I’m with my mom for Thanksgiving. She a master of thankfulness. Ninety in May, Mom is blind and unable to walk now after her stroke — though she could barely walk before it. She spends her days largely in bed, helped in and out on the way to table or toilet. I would expect her to be at least mildly melancholic, bored, nostalgic, restless. But no, contentment pours out of her like water. Each meal she raves, each phone conversation is a blessing, each piece of music a gift.  In quiet moments she is quietly happy. To all those who come within her purview she offers her lovely smile, words of encouragement and lively appreciation.
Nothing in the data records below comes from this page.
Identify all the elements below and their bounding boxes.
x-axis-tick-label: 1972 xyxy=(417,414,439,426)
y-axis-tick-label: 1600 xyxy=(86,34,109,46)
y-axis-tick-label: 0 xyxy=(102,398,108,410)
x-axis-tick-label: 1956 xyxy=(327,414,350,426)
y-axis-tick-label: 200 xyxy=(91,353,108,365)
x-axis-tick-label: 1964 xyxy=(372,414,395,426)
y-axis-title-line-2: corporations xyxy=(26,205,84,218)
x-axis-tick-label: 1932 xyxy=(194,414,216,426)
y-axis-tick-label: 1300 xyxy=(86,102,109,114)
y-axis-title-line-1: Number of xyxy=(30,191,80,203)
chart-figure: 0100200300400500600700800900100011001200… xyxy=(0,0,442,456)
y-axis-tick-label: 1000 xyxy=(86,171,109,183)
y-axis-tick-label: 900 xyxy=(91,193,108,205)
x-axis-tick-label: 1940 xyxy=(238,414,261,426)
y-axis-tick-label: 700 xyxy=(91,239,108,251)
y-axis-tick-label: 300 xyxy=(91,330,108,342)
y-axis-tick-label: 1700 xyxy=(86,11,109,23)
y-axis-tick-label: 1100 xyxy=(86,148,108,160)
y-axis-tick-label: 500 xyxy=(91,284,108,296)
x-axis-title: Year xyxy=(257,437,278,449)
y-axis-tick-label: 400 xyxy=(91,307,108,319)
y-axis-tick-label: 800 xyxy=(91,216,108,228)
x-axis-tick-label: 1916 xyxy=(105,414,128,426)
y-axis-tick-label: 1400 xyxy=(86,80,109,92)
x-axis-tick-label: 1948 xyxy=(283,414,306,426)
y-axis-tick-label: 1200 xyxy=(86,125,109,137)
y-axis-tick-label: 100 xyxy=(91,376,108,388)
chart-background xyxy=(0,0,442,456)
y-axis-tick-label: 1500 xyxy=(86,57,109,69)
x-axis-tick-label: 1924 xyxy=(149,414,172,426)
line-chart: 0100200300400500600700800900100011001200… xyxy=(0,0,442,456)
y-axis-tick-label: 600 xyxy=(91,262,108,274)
Her memories are rich and alive within her. She’s learned the secret well.

Mom Ice Cream
Mom with ice cream, her lifelong passion.

As I grew up, Mom’s Thanksgivings were wondrous affairs, brimming with food, friends, music, stories, laughter, crackling fires and inclement weather outside, but much warmth inside. I’m grateful for those great celebrations and for the rich spoken words of thanks around the circle that always were the core of the festivities. Mom was and is a good teacher of thankfulness.

I’ve had very lean years and big challenges as most of us have. A life is a long, winding, remarkable journey. Looking for blessings, keeping a keen eye open for goodness hidden in troubles, even disasters, has saved me on many a day. The heart feeds on what it believes. Dispair is poison. Hope is nourishing. Thankfulness based in the knowledge that Life supports us, helps and builds us through thick and thin, is an elixir that can wholly transform our experience.

I saw a warbler flitting about the garden the other day. Recently arrived from the northern forests, it was on its way south to Central America for the winter. 2000 miles down, 2000 to go. I don’t know if it was thankful about having made it this far, or hopeful for the success of its journey — but I was.